Just as important has been Zverev’s dog. “My dog always keeps me in a good mood. He is the easiest dog to travel with – you get him on a 16-hour flight and he sleeps. He doesn’t bark, he doesn’t walk around, he doesn’t do anything.”

Even when he went through a rough patch, Zverev tried to stay positive. After all, his season wasn’t as disappointing as some were making it out to be. He was still competing at the biggest tournaments in the world, and he won a title at the clay-court event in Geneva in the spring. As he remarked in August: “You can see things with the glass half empty or half full. It has not been the best year for me. For me, the year can also get better. It’s not all as bad as everybody thinks it is.”

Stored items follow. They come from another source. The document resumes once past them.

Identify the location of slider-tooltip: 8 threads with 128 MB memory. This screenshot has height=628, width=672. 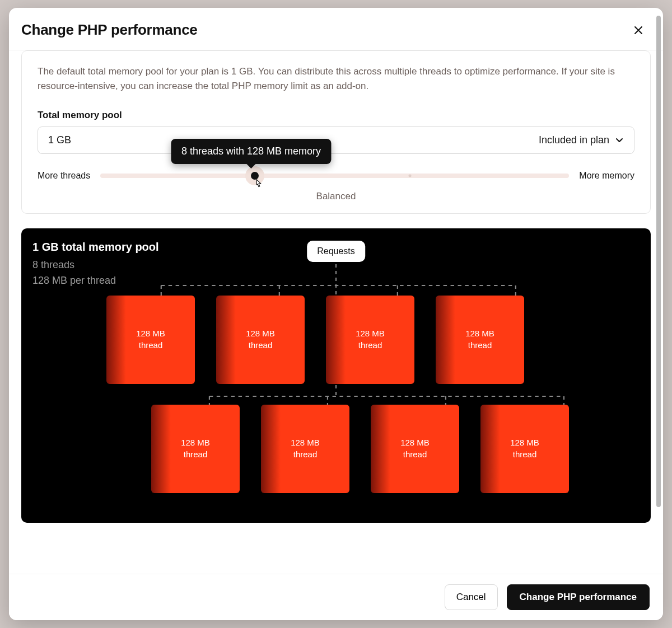
(251, 151).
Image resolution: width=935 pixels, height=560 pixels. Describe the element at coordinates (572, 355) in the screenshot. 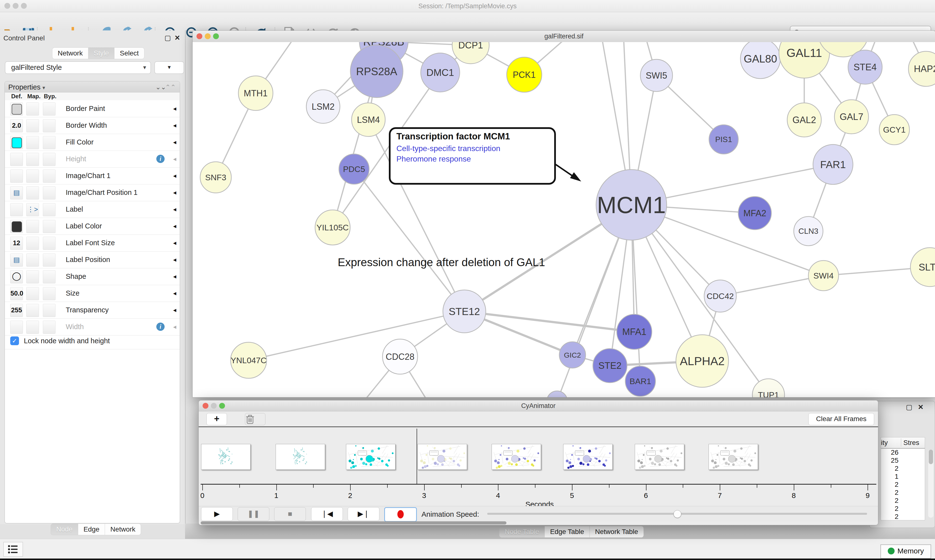

I see `network-node-GIC2: GIC2` at that location.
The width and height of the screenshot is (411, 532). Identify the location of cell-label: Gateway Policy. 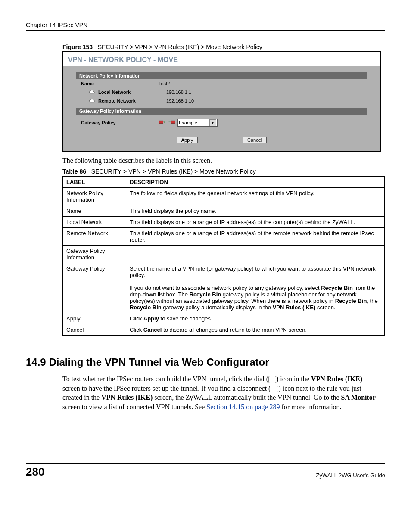
(95, 288).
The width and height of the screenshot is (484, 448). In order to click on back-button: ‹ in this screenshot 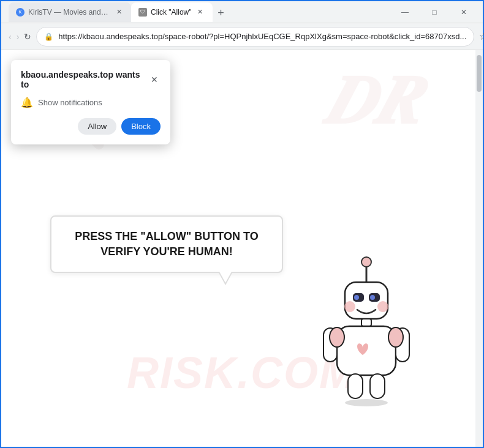, I will do `click(10, 37)`.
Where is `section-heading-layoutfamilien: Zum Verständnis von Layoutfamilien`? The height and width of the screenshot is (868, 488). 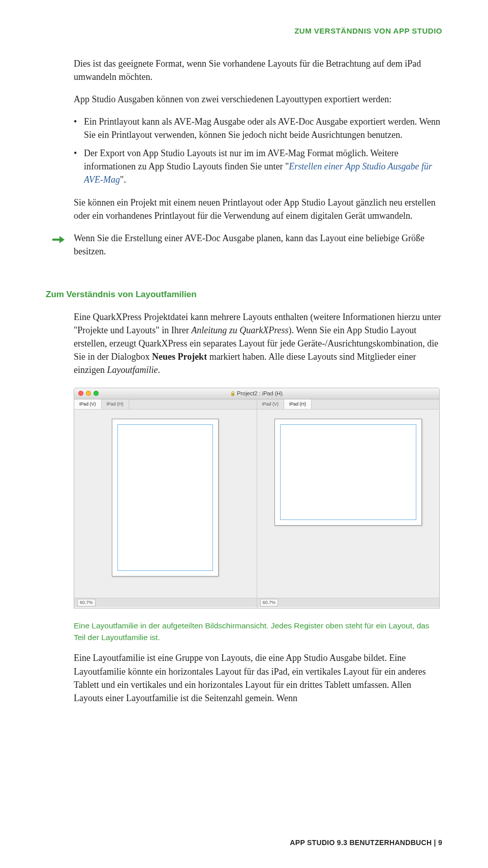 section-heading-layoutfamilien: Zum Verständnis von Layoutfamilien is located at coordinates (244, 295).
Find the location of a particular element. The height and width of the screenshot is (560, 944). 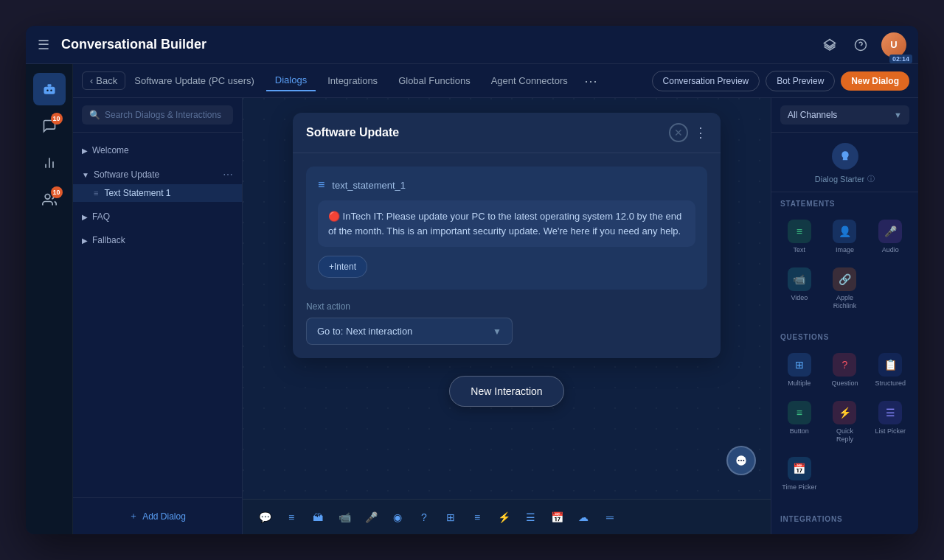

new-interaction-button: New Interaction is located at coordinates (506, 391).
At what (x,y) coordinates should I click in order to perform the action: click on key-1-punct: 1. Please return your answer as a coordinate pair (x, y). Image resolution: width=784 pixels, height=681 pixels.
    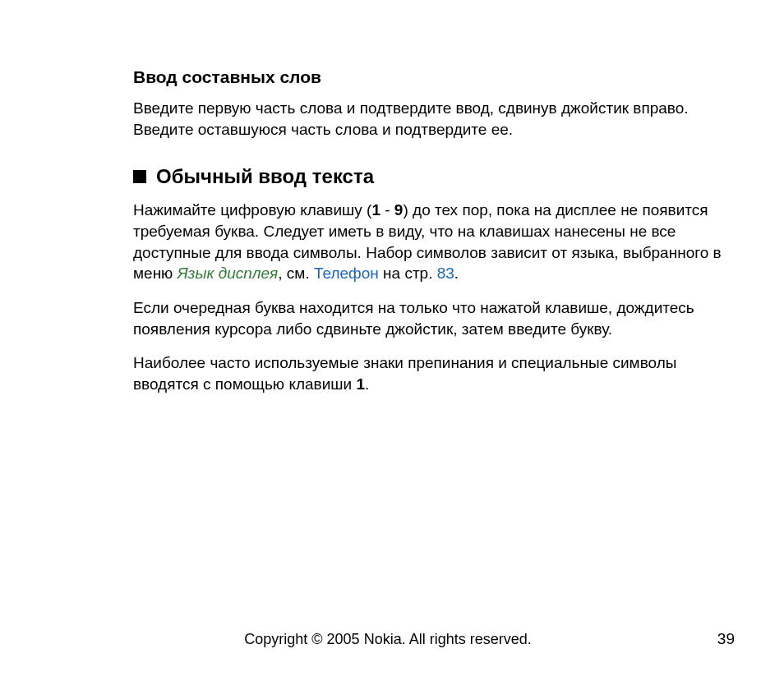
    Looking at the image, I should click on (360, 384).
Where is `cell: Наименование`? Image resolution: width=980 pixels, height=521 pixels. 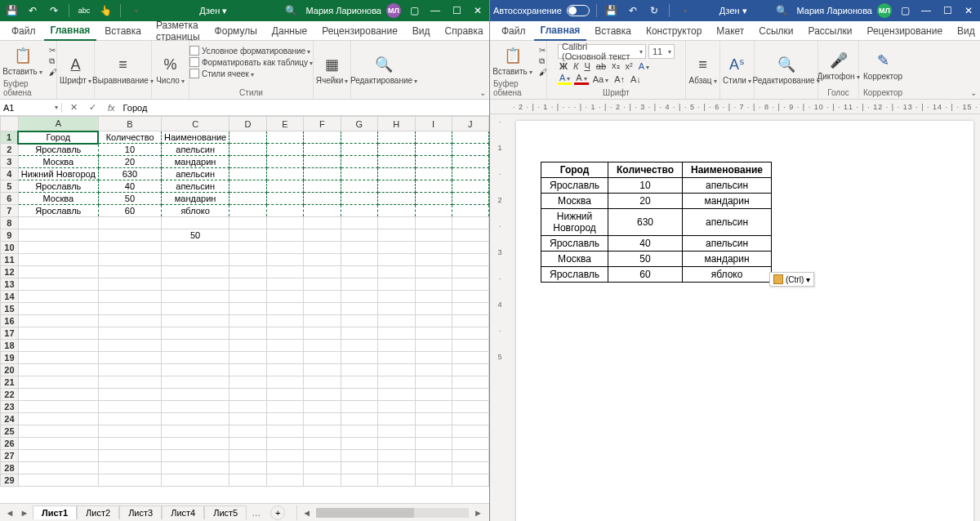 cell: Наименование is located at coordinates (194, 137).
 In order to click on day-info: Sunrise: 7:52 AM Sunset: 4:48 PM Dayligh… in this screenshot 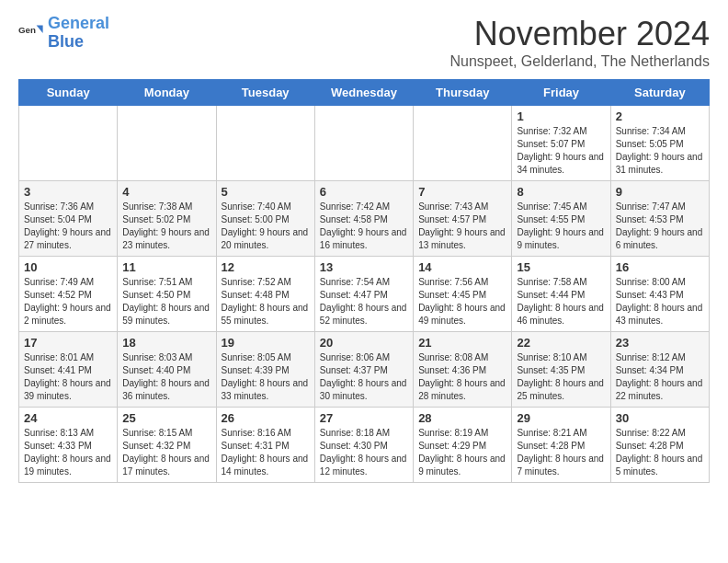, I will do `click(266, 302)`.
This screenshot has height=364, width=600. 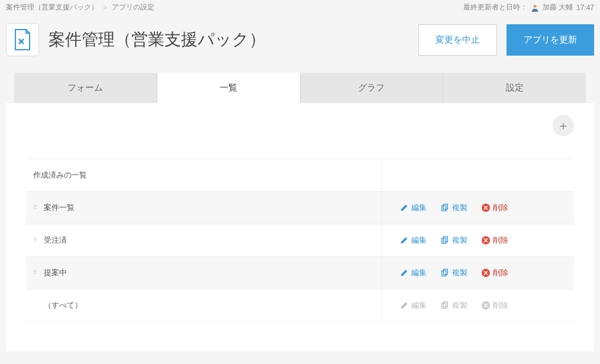 I want to click on table-row: ⠿ 提案中 編集 複製 削除, so click(x=300, y=273).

When beating Federer in Shanghai, one of Zverev’s first thoughts was of this court in Greenwich, and the ‘Race to London’. This is the third year in a row that Zverev is among the world’s leading eight players at The O2. Zverev’s astonishing tennis here last November brought him the biggest title of his career to date – with his victories over Federer and Djokovic in his last two matches, he became the first player since Andre Agassi in 1990 to defeat the top two seeds in the semi-final and final. Plenty of history was made that day, with Zverev also the youngest champion since a 20-year-old Djokovic won the tournament in 2008, and the first German winner since Boris Becker in 1995.

And plenty more history would be made this week, should Zverev retain his title. Winning this tournament is an astounding achievement, but becoming a multiple champion brings a real elevation in status. Murray only won this title once. Agassi just has one title. Jimmy Connors and Stefan Edberg also won this tournament just the once. Zverev can this week move above those champions on the leaderboard. If he does, he might care to think back to that bathroom break in Geneva.

And if Zverev shows plenty of positive emotion this week, and avoids what Nadal calls “negative face”, you’ll know why.